Other blogs


I’m a bit late mentioning this, and still have to find time to read at least some of the posts mentioned, but for anyone interested who hasn’t yet seen it, this month’s Patristics carnival has been put together by Tim Troutman at The God Fearin’ Forum. He has done a great job bringing together a wealth of patristic related reading matter.

For anyone following my discussion of Andrew Louth’s Discerning the Mystery who doesn’t read Biblicalia, Kevin has now posted on Father Louth’s discussion of historical criticism in relation to Scripture in Scripture and Tradition in which he highlights the allegorical reading of Scripture in the Orthodox liturgy and even manages to do some proselytising! Just don’t take what he says about my discussion too seriously!

Ben Myers of Faith and Theology has taken to writing short stories. His rather funny but also tragic piece on The last theologian connected so directly with what Andrew Louth discusses in the first chapter of Discerning the Mystery, which he titles “Dissociation of Sensibility,” that I thought that I’d better get down to posting something from it. Louth addresses the division both in our culture and within us as individuals. This is a dissociation between thought and feeling, between mind and heart. Even the attempts of the Romantics to rehabilitate aesthetics end up relegating it to the fringes. And the same thing happens to religion…

But the case with theology is in some respects different: the crack and divisions go deeper and have been there longer, and it might even be argued that it is the collapse of the centre in theology that has led to the spreading of the cracks throughout our culture. In any case, it is certain that much of the division in theology is simply a reflection of the division in our culture: the specialization in theology, the remoteness of theology - often complained of - from the Church and the believing Christian, and indeed the remoteness of theologians from one another (the Old Testament specialist from the specialist in nineteenth-century theology, say) are all part of a phenomenon we see much of elsewhere and have come to regard as inevitable. One way in which the division in theology manifests itself is in the division between theology and spirituality, the division between thought about God and the movement of the heart towards God. It is a division of mind and heart, recalling Eliot’s ‘dissociation of sensibility’, and a division which is particularly damaging in theology, for it threatens in a fundamental way the whole fabric of theology in both its spiritual and intellectual aspects. Cut off from the movement of the heart towards God, theology finds itself in a void - for where is its object? Where is the God with whom it concerns itself? Even if God can be reached by reason, even if natural theology is possible, real theology could never be confined within such narrow limits. For theology (as opposed to religious studies) concerns itself with the Scriptures, with tradition, with the development of dogma, with the history of the Church, all of which is natural enough to the Christian, to one who believes. But belief, faith, is not a purely rational exercise; it involves, as an indispensable element, the response of the will or the heart to the One in whom we believe. Cut off from this, theology has to justify itself, not directly, but indirectly, as an indispensable part of historic European culture, for example. It is an uneasy justification, and inevitably pushes theology to the periphery, to be studied not for itself, but for some usefulness that can be claimed for it.

Andrew Louth, Discerning the Mystery. An Essay on the Nature of Theology (Oxford, Clarendon, 1983)  2-3.

 
There is more to come, but the bell has just gone for prayers! I hope that it won’t be too long before I get back to this! (And I haven’t forgotten Zizioulas either, in case anyone is wondering, its just that other things have gotten in the way).

 

Prior Peter of Daily Bread, which is the only monastic blog that I’m aware of that provides serious - and sometimes quite provocative - theological reflections, is busy with an Easter series on Mystagogy (Mystagogy, Mystagogy Beta, Mystagogy GammaMystagogia Delta and there are hopefully more to come)  in which he explores our being taken up in the Mystery of Christ and transformed 

morphing from glory to glory, deepening our love for God, broadening our love for the Church and the world. To stand still or ‘coast’ in our discipleship might not immediately manifest itself as going backward or falling away, but when we serve a dynamic God and the Lord of History, why should we wish to settle for simple prerequisites?

These are reflections that are well worth reading, if only because they situate this process of transformation not in an abstract “mysticism” (a topic that I might return to again!) but in the liturgical life of the Church.

[Correction to the first line above: It has now become apparent that the anonymous Felix Culpa of Ora et Labora is also a monastic. And of course it was always apparent that he provides serious theological reflections.]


### What you need to do
Retype the material that follows exactly, limited to the lines from the one with "Image is 868x416 pixels." through the one with "Image is 644x311 pixels.", and keep out all pictures.

== Segment start ==

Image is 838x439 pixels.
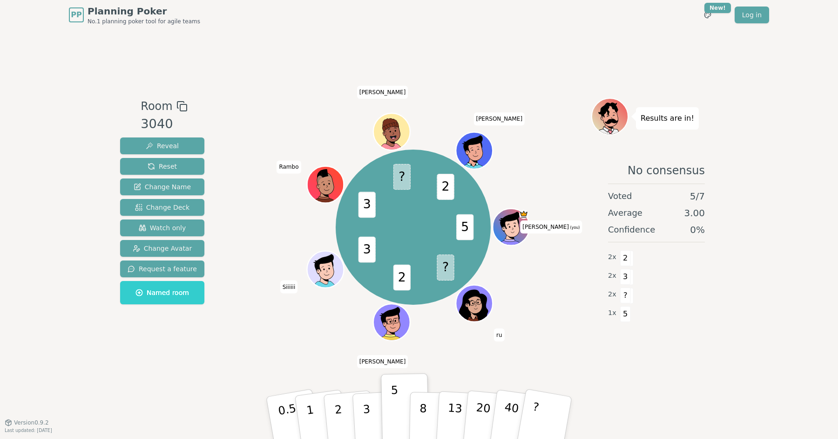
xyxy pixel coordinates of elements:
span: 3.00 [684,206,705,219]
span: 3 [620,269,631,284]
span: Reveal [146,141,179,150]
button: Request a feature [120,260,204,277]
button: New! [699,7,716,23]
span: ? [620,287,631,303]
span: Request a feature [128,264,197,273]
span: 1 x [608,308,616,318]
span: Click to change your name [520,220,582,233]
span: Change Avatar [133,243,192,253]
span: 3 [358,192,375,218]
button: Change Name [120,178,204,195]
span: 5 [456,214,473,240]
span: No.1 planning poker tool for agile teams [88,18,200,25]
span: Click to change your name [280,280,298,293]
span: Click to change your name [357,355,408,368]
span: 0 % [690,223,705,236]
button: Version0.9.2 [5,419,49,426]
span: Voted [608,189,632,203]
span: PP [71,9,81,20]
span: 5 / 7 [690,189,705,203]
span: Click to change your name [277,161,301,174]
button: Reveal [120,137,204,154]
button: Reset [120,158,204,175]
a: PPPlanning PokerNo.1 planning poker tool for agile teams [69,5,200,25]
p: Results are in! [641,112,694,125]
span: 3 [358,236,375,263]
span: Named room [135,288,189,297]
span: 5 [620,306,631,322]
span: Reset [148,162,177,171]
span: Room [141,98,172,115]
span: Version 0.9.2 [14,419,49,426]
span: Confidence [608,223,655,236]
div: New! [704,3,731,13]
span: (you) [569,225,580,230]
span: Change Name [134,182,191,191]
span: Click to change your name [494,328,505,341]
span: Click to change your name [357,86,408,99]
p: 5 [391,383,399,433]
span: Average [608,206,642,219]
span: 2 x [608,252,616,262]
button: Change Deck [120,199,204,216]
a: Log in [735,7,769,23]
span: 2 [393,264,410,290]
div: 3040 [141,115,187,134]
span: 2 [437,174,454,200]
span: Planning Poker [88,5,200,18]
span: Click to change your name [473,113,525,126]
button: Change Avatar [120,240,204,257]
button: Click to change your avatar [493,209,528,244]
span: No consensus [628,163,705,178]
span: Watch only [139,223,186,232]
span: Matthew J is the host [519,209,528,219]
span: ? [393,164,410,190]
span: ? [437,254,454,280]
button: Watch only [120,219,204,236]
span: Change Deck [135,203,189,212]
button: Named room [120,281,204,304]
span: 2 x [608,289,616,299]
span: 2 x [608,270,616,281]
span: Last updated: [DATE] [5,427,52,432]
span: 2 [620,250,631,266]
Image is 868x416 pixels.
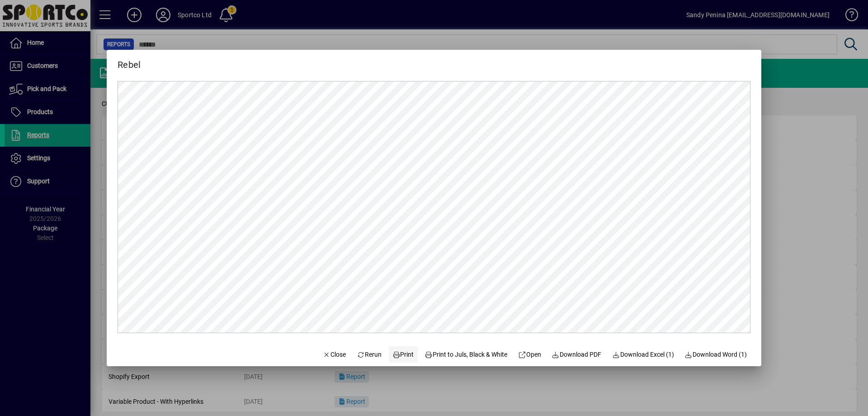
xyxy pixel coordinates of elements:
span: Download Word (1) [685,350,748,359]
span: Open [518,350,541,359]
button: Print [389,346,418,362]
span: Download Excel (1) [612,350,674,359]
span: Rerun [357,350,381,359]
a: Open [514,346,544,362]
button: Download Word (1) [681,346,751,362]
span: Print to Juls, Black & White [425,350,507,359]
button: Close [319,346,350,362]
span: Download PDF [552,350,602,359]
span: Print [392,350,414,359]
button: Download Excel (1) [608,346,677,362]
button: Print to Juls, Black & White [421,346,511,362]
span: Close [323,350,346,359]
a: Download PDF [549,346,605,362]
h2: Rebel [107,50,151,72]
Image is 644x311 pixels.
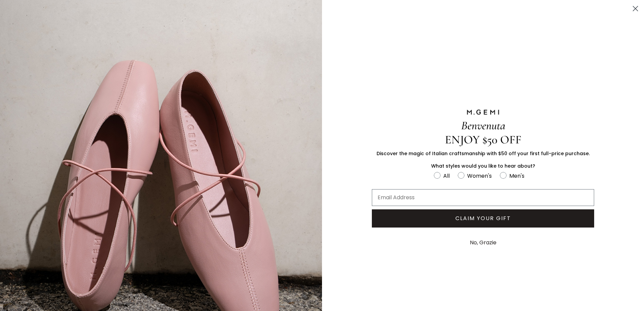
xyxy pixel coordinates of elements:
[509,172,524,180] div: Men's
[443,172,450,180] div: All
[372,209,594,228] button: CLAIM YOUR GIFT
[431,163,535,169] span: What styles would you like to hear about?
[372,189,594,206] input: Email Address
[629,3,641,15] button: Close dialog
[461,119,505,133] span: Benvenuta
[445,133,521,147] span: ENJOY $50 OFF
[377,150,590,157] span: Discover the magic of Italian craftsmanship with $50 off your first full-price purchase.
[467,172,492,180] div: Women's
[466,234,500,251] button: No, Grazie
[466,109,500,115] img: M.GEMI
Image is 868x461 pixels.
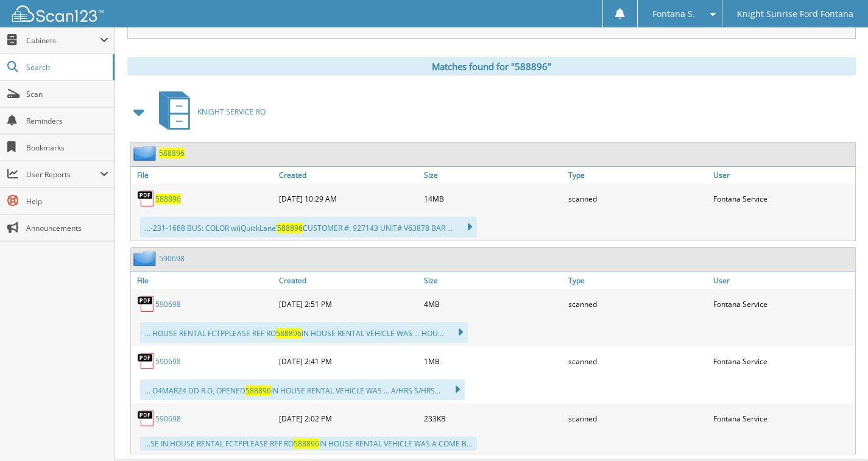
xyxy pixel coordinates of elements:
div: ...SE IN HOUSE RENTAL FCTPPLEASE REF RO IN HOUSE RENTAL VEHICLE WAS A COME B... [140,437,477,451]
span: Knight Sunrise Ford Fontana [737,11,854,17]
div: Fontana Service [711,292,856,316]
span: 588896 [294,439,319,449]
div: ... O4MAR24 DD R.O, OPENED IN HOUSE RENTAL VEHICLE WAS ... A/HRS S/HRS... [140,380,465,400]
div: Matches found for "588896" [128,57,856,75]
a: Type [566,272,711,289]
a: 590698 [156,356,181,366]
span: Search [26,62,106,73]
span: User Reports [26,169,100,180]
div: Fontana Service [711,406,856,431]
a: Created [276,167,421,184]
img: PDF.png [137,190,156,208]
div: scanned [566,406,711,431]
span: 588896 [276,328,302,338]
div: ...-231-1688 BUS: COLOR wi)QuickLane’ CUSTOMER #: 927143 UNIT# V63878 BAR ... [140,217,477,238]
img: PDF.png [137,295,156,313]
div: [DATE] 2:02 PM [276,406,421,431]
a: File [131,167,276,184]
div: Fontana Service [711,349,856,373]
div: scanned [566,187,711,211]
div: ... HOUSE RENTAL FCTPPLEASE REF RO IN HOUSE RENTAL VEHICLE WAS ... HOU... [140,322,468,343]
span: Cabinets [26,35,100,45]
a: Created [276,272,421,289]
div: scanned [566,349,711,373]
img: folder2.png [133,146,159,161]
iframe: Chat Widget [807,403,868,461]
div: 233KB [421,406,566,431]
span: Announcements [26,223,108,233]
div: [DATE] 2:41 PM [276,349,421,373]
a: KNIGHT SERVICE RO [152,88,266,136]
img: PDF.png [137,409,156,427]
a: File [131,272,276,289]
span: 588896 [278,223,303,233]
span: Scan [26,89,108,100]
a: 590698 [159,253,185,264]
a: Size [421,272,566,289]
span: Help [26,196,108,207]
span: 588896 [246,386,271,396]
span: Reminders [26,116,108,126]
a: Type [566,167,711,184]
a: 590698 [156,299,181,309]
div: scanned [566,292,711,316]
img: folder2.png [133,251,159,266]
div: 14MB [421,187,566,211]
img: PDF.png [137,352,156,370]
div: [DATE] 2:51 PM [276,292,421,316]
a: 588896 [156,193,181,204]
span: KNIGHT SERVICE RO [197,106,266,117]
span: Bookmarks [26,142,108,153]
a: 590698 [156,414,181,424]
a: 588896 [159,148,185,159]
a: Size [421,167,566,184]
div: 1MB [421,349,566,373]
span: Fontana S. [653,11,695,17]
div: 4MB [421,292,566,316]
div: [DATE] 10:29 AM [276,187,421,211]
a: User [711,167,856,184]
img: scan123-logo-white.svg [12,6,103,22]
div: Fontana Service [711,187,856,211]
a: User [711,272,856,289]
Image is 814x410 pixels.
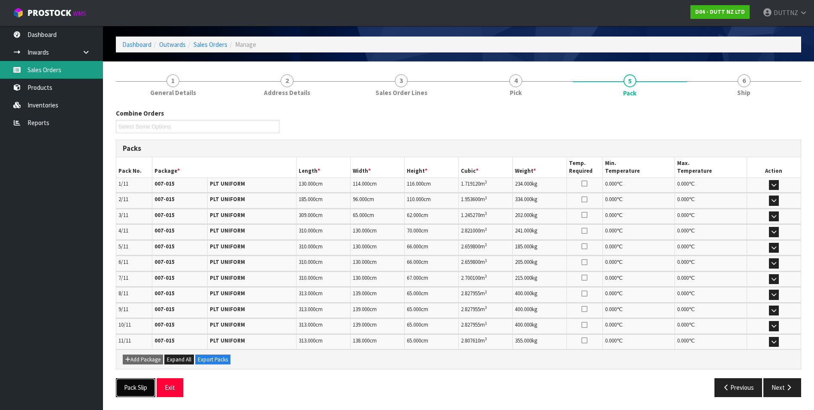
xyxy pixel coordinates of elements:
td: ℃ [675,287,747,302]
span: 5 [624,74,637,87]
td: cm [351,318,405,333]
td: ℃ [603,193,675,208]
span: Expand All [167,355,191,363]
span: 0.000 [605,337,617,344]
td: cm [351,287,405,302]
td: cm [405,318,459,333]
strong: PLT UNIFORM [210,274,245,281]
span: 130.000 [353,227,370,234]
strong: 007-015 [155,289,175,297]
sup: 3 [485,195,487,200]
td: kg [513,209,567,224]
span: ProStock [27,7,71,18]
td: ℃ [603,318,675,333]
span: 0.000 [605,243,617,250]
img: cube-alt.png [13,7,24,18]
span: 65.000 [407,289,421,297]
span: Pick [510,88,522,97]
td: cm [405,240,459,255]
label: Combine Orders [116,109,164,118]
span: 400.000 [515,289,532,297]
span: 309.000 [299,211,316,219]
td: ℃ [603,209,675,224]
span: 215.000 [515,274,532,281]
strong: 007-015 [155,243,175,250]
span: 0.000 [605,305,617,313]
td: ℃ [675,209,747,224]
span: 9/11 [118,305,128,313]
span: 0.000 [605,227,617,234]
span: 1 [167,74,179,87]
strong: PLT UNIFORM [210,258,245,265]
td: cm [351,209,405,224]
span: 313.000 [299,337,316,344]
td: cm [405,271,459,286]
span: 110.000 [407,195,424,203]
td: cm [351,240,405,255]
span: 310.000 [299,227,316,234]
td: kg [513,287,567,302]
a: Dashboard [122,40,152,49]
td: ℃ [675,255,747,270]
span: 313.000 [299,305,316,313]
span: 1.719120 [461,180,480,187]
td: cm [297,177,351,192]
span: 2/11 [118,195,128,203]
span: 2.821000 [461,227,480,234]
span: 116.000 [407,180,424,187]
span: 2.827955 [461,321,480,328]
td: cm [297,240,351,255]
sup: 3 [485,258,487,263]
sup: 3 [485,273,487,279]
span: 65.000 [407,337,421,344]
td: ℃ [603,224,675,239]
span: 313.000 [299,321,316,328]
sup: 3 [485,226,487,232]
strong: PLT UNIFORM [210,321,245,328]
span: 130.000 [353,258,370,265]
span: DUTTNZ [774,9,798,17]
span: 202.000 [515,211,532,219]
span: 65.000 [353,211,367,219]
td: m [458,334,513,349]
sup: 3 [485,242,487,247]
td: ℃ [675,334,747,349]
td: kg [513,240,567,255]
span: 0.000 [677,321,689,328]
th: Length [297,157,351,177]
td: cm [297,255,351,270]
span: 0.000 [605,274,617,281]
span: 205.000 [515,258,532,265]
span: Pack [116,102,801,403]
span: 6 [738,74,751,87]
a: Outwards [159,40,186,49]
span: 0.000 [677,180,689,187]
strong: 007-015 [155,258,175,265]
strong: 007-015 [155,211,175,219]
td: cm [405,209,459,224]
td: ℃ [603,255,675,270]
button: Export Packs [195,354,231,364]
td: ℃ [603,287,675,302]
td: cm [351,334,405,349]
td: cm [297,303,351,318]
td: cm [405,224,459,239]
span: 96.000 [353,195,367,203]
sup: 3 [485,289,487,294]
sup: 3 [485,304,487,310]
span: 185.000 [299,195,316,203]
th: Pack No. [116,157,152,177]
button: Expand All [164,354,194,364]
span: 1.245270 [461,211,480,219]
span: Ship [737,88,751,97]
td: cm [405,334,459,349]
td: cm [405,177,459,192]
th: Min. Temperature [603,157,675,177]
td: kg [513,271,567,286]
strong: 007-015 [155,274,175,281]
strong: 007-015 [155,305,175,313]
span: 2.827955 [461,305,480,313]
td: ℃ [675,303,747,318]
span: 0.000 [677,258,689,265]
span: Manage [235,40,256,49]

== Segment end ==

### Expected output
Image is 868x416 pixels.
xyxy pixel coordinates of elements:
span: Download Word (1) [685,350,748,359]
span: Open [518,350,541,359]
button: Print [389,346,418,362]
span: Download Excel (1) [612,350,674,359]
span: Rerun [357,350,381,359]
a: Open [514,346,544,362]
button: Download Word (1) [681,346,751,362]
span: Print to Juls, Black & White [425,350,507,359]
button: Close [319,346,350,362]
span: Download PDF [552,350,602,359]
span: Print [392,350,414,359]
button: Download Excel (1) [608,346,677,362]
button: Print to Juls, Black & White [421,346,511,362]
span: Close [323,350,346,359]
a: Download PDF [549,346,605,362]
h2: Rebel [107,50,151,72]
Image is 644x311 pixels.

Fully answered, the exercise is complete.